Figures show that the Met has seized £83 million from suspected criminals in the 11 months to the end of 2018 — a 50 per cent rise on the previous year.

Detectives are using powers that came in last January that allow law enforcement agencies to freeze the accounts of individuals suspected of involvement in crime. So far, the Met has obtained 199 account freezing orders with a total value of £42,327,826.

The measures were part of legislation to target organised crime and run in parallel with unexplained wealth orders.

Police say they are also seizing regular bundles of cash — part of the “billions” in drug-dealing profits being ferried around the capital. Officers say criminal couriers carry huge sums in suitcases, rucksacks and shopping bags to convert at the UK’s 45,000 money service bureaus, the vast majority in London. The cash is laundered through MSBs before being dispatched to airports such as Heathrow and air freighted abroad.

Detective Superintendent Nick Stevens, head of economic crime at Scotland Yard, said: “Street drug dealers deal in cash because their clients want to pay cash and we follow that up through the chain, the organised criminals and the money launderers.” He added: “Cash will move through an MSB and the money will be freighted out of the country — £2 billion a month — to countries such as UAE and other places.”

He said the Met’s Proactive Money Laundering Team seize parcels of cash from criminals nearly every day. In the 12 months to November the Met made 817 seizures.

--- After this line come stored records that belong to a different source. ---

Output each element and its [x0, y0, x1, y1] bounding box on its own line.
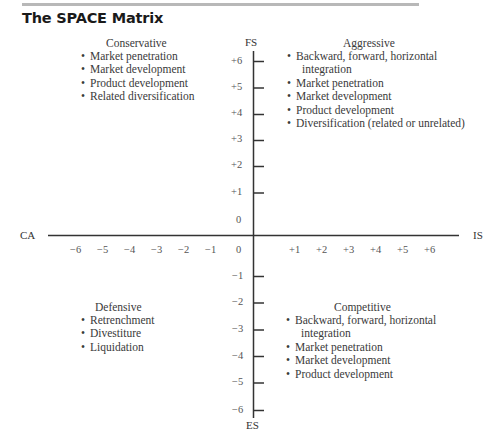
x-tick-label: +5 — [397, 244, 408, 255]
y-tick-label: −1 — [232, 270, 243, 281]
list-item: •Market penetration — [286, 341, 436, 354]
x-tick-label: −3 — [151, 244, 162, 255]
list-item-continuation: integration — [287, 63, 465, 76]
quadrant-title: Competitive — [334, 301, 436, 313]
y-tick-label: +4 — [231, 107, 242, 118]
y-tick-label: −2 — [232, 296, 243, 307]
list-item: •Product development — [81, 77, 194, 90]
y-tick-label: +1 — [231, 186, 242, 197]
x-tick-label: +4 — [370, 244, 381, 255]
list-item: •Market development — [81, 63, 194, 76]
list-item: •Liquidation — [81, 341, 155, 354]
list-item: •Backward, forward, horizontal — [287, 50, 465, 63]
axis-label-ca: CA — [20, 229, 35, 241]
strategy-list: •Backward, forward, horizontal integrati… — [286, 314, 436, 381]
list-item: •Divestiture — [81, 327, 155, 340]
axis-label-es: ES — [246, 419, 259, 431]
x-tick-label: −2 — [178, 244, 189, 255]
x-tick-label: 0 — [236, 244, 241, 255]
y-tick-label: 0 — [236, 214, 241, 225]
list-item: •Retrenchment — [81, 314, 155, 327]
y-tick-label: −5 — [232, 376, 243, 387]
x-tick-label: +1 — [289, 244, 300, 255]
list-item: •Product development — [287, 104, 465, 117]
y-tick-label: +5 — [231, 81, 242, 92]
x-tick-label: −1 — [205, 244, 216, 255]
quadrant-title: Defensive — [95, 301, 155, 313]
x-tick-label: −6 — [70, 244, 81, 255]
y-tick-label: −4 — [232, 350, 243, 361]
list-item: •Market development — [287, 90, 465, 103]
strategy-list: •Backward, forward, horizontal integrati… — [287, 50, 465, 130]
quadrant-title: Conservative — [106, 37, 194, 49]
list-item: •Related diversification — [81, 90, 194, 103]
y-tick-label: +2 — [231, 159, 242, 170]
strategy-list: •Market penetration •Market development … — [81, 50, 194, 104]
list-item: •Market development — [286, 354, 436, 367]
x-tick-label: −5 — [97, 244, 108, 255]
y-tick-label: +3 — [231, 133, 242, 144]
quadrant-defensive: Defensive •Retrenchment •Divestiture •Li… — [81, 301, 155, 354]
x-tick-label: −4 — [124, 244, 135, 255]
x-tick-label: +2 — [316, 244, 327, 255]
list-item: •Market penetration — [81, 50, 194, 63]
quadrant-competitive: Competitive •Backward, forward, horizont… — [286, 301, 436, 381]
quadrant-conservative: Conservative •Market penetration •Market… — [81, 37, 194, 104]
list-item-continuation: integration — [286, 327, 436, 340]
x-tick-label: +3 — [343, 244, 354, 255]
axis-label-fs: FS — [245, 36, 257, 48]
quadrant-title: Aggressive — [343, 37, 465, 49]
x-tick-label: +6 — [424, 244, 435, 255]
list-item: •Diversification (related or unrelated) — [287, 117, 465, 130]
list-item: •Market penetration — [287, 77, 465, 90]
list-item: •Product development — [286, 368, 436, 381]
strategy-list: •Retrenchment •Divestiture •Liquidation — [81, 314, 155, 354]
list-item: •Backward, forward, horizontal — [286, 314, 436, 327]
axis-label-is: IS — [473, 229, 483, 241]
y-tick-label: −6 — [232, 404, 243, 415]
y-tick-label: +6 — [231, 55, 242, 66]
quadrant-aggressive: Aggressive •Backward, forward, horizonta… — [287, 37, 465, 130]
y-tick-label: −3 — [232, 323, 243, 334]
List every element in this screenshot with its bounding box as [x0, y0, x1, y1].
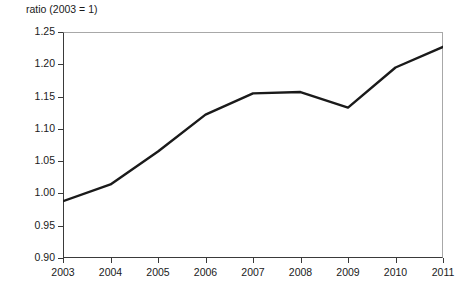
data-series-line — [63, 47, 443, 201]
x-tick-label: 2008 — [278, 267, 324, 278]
y-tick-label: 1.00 — [21, 187, 55, 198]
y-axis-caption: ratio (2003 = 1) — [26, 3, 98, 16]
y-tick-label: 1.15 — [21, 91, 55, 102]
x-tick-label: 2007 — [230, 267, 276, 278]
y-tick-mark — [58, 32, 63, 33]
x-tick-label: 2009 — [325, 267, 371, 278]
y-tick-mark — [58, 97, 63, 98]
x-tick-mark — [443, 258, 444, 263]
y-tick-label: 1.10 — [21, 123, 55, 134]
x-tick-mark — [253, 258, 254, 263]
y-tick-mark — [58, 64, 63, 65]
y-tick-mark — [58, 193, 63, 194]
x-tick-mark — [206, 258, 207, 263]
y-tick-mark — [58, 161, 63, 162]
y-tick-label: 0.95 — [21, 220, 55, 231]
x-tick-label: 2011 — [420, 267, 457, 278]
x-tick-mark — [396, 258, 397, 263]
x-tick-mark — [348, 258, 349, 263]
x-tick-label: 2005 — [135, 267, 181, 278]
x-tick-label: 2003 — [40, 267, 86, 278]
x-tick-mark — [158, 258, 159, 263]
x-tick-label: 2010 — [373, 267, 419, 278]
x-tick-label: 2006 — [183, 267, 229, 278]
x-tick-mark — [111, 258, 112, 263]
y-tick-mark — [58, 129, 63, 130]
y-tick-label: 0.90 — [21, 252, 55, 263]
y-tick-mark — [58, 226, 63, 227]
y-tick-label: 1.05 — [21, 155, 55, 166]
line-chart-figure: ratio (2003 = 1) 0.900.951.001.051.101.1… — [0, 0, 457, 288]
y-tick-label: 1.25 — [21, 26, 55, 37]
y-tick-label: 1.20 — [21, 58, 55, 69]
data-line-layer — [63, 32, 443, 258]
x-tick-label: 2004 — [88, 267, 134, 278]
x-tick-mark — [63, 258, 64, 263]
x-tick-mark — [301, 258, 302, 263]
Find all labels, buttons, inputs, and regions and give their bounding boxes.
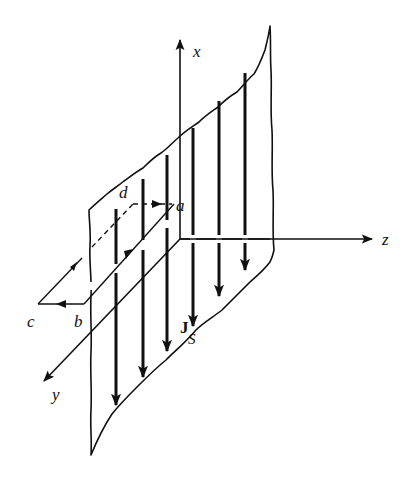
- loop-label-b: b: [74, 312, 83, 331]
- y-axis-label: y: [50, 385, 60, 404]
- amperian-loop: [38, 200, 174, 308]
- loop-segment-cd-behind: [92, 204, 133, 247]
- loop-label-a: a: [176, 196, 185, 215]
- current-density-subscript: S: [188, 331, 196, 347]
- y-axis: [44, 239, 180, 381]
- x-axis-label: x: [192, 42, 201, 61]
- z-axis-label: z: [381, 230, 389, 249]
- loop-label-c: c: [27, 312, 35, 331]
- current-sheet-diagram: x z y a: [0, 0, 410, 482]
- loop-label-d: d: [119, 183, 128, 202]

Mr Stevens said the new laws had “opened up significant opportunities”. He added: “The account freezing orders are decided by magistrates’ courts on the balance of probabilities and can be followed up with forfeiture requests.”

All the investigations are ongoing and, so far, none of the sums has been ordered by the court to be forfeited.

Last year, Edoardo Archetta, who ran Italian restaurant Bucci in Balham, was jailed after being convicted over a global money-laundering operation for the Ndràngheta mafia group.

Archetta, 47, who used a small Paddington money bureau, also operated for London-based Albanian drug-dealers.